Abstract
Partially observed functional data are frequently encountered in applications and are the object of an increasing interest by the literature. We here address the problem of measuring the centrality of a datum in a partially observed functional sample. We propose an integrated functional depth for partially observed functional data, dealing with the very challenging case where partial observability can occur systematically on any observation of the functional dataset. In particular, differently from many techniques for partially observed functional data, we do not request that some functional datum is fully observed, nor we require that a common domain exist, where all of the functional data are recorded. Because of this, our proposal can also be used in those frequent situations where reconstructions methods and other techniques for partially observed functional data are inapplicable. By means of simulation studies, we demonstrate the very good performances of the proposed depth on finite samples. Our proposal enables the use of benchmark methods based on depths, originally introduced for fully observed data, in the case of partially observed functional data. This includes the functional boxplot, the outliergram and the depth versus depth classifiers. We illustrate our proposal on two case studies, the first concerning a problem of outlier detection in German electricity supply functions, the second regarding a classification problem with data obtained from medical imaging. Supplementary materials for this article are available online.
Supplementary Materials
Additional results: Extensive simulation results (Section 7). Additional output concerning the analysis of German electricity supply curves and AneuRisk65 dataset (Section 8). (AdditionalResults.pdf)
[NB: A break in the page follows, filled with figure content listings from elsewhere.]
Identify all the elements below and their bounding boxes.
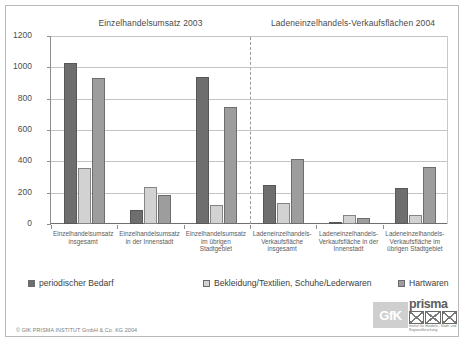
gridline [51,67,447,68]
bar [357,218,370,224]
chart-legend: periodischer BedarfBekleidung/Textilien,… [28,278,448,292]
y-tick-label: 600 [0,124,32,134]
bar [64,63,77,224]
bar [92,78,105,224]
prisma-pattern-icon [409,311,457,324]
bar-group [329,37,370,224]
y-tick-mark [47,36,51,37]
category-label: Einzelhandelsumsatz insgesamt [52,230,114,245]
y-tick-label: 1000 [0,61,32,71]
y-tick-mark [47,161,51,162]
x-tick-mark [51,225,52,229]
bar [395,188,408,224]
legend-item[interactable]: Hartwaren [398,278,449,288]
legend-label: Bekleidung/Textilien, Schuhe/Lederwaren [214,278,372,288]
bar [144,187,157,224]
panel-title-left: Einzelhandelsumsatz 2003 [58,18,243,28]
y-tick-label: 400 [0,155,32,165]
y-tick-label: 200 [0,187,32,197]
category-label: Ladeneinzelhandels-Verkaufsfläche insges… [251,230,313,253]
legend-item[interactable]: periodischer Bedarf [28,278,114,288]
bar [158,195,171,224]
bar-group [64,37,105,224]
gridline [51,99,447,100]
bar [277,203,290,224]
bar [263,185,276,224]
bar-group [130,37,171,224]
y-tick-mark [47,99,51,100]
gridline [51,161,447,162]
bar [130,210,143,224]
legend-label: Hartwaren [409,278,449,288]
x-tick-mark [117,225,118,229]
legend-swatch-icon [203,280,210,287]
prisma-tagline: Institut für Handels-, Stadt- und Region… [409,325,457,333]
y-tick-mark [47,130,51,131]
panel-title-right: Ladeneinzelhandels-Verkaufsflächen 2004 [254,18,452,28]
bar [196,77,209,224]
y-tick-mark [47,193,51,194]
category-label: Einzelhandelsumsatz im übrigen Stadtgebi… [185,230,247,253]
y-tick-label: 1200 [0,30,32,40]
bar [343,215,356,224]
x-tick-mark [184,225,185,229]
x-axis [51,223,447,224]
bar [329,222,342,224]
x-tick-mark [316,225,317,229]
legend-swatch-icon [28,280,35,287]
gfk-logo-box: GfK [373,302,408,328]
legend-swatch-icon [398,280,405,287]
bar [423,167,436,224]
plot-area [50,36,448,224]
category-label: Ladeneinzelhandels-Verkaufsfläche in der… [317,230,379,253]
x-tick-mark [250,225,251,229]
gfk-logo-text: GfK [379,308,401,323]
bar [409,215,422,224]
bar [291,159,304,224]
gridline [51,130,447,131]
legend-label: periodischer Bedarf [39,278,114,288]
bar-group [263,37,304,224]
category-label: Einzelhandelsumsatz in der Innenstadt [118,230,180,245]
prisma-logo: prisma Institut für Handels-, Stadt- und… [409,298,457,329]
bar [224,107,237,224]
bar-group [196,37,237,224]
gridline [51,193,447,194]
gridline [51,36,447,37]
bar [210,205,223,224]
gfk-prisma-logo: GfK prisma Institut für Handels-, Stadt-… [373,298,457,329]
y-tick-mark [47,67,51,68]
y-tick-label: 800 [0,93,32,103]
bar [78,168,91,224]
copyright-text: © GfK PRISMA INSTITUT GmbH & Co. KG 2004 [16,327,137,333]
legend-item[interactable]: Bekleidung/Textilien, Schuhe/Lederwaren [203,278,372,288]
chart-frame: Einzelhandelsumsatz 2003 Ladeneinzelhand… [5,5,459,337]
category-label: Ladeneinzelhandels-Verkaufsfläche im übr… [384,230,446,253]
y-tick-label: 0 [0,218,32,228]
x-tick-mark [383,225,384,229]
bar-group [395,37,436,224]
prisma-logo-text: prisma [409,298,457,310]
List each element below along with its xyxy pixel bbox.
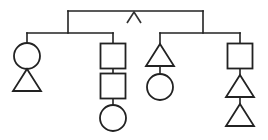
branch-2-circle-node[interactable] — [100, 105, 126, 131]
branch-4-triangle-node-upper[interactable] — [226, 75, 254, 97]
branch-3-triangle-node[interactable] — [146, 44, 174, 66]
branch-1-circle-node[interactable] — [14, 43, 40, 69]
branch-4-square-node[interactable] — [228, 44, 253, 69]
branch-3-group — [146, 44, 174, 100]
branch-1-group — [13, 43, 41, 91]
pedigree-canvas — [0, 0, 268, 140]
branch-4-triangle-node-lower[interactable] — [226, 104, 254, 126]
branch-2-group — [100, 44, 126, 132]
pedigree-diagram — [0, 0, 268, 140]
branch-2-square-node-upper[interactable] — [101, 44, 126, 69]
connector-group — [27, 11, 240, 44]
branch-3-circle-node[interactable] — [147, 74, 173, 100]
branch-2-square-node-lower[interactable] — [101, 74, 126, 99]
caret-mark-group — [127, 12, 141, 23]
branch-1-triangle-node[interactable] — [13, 69, 41, 91]
branch-4-group — [226, 44, 254, 127]
caret-mark-icon — [127, 12, 141, 23]
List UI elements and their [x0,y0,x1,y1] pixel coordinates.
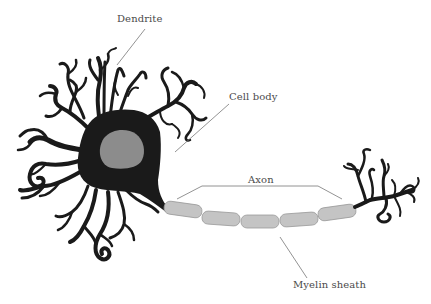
myelin-segment [317,203,356,221]
myelin-segment [202,211,241,227]
neuron-diagram: Dendrite Cell body Axon Myelin sheath [0,0,431,304]
myelin-leader [280,237,307,278]
myelin-sheath [163,200,356,228]
axon-bracket [177,186,342,199]
label-axon: Axon [248,174,274,185]
dendrite-leader [117,29,145,65]
cell-body-leader [175,104,229,152]
myelin-segment [280,212,319,228]
myelin-segment [241,215,279,228]
myelin-segment [163,200,202,218]
label-dendrite: Dendrite [117,13,163,24]
nucleus [100,130,144,169]
label-myelin-sheath: Myelin sheath [293,279,366,290]
neuron-illustration [0,0,431,304]
label-cell-body: Cell body [229,91,278,102]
R-package: R-package fdaPOIFD available at CRAN (Elías et al. Citation2021) includes the functions to compute the depth, plot the boxplot and the outliergram for partially observed functional data, as well as a vignette to reproduce the simulations.
Notes
1 When data do not come on a common grid, they can be referred to a common grid in a preprocessing step, using standard techniques such as binning. It is important to note that, for each functional datum the possible evaluation on a common grid is only done over those portions of the domain where the datum is observed (i.e., without extrapolation on missing portions using reconstruction techniques for sparse or partially observed data).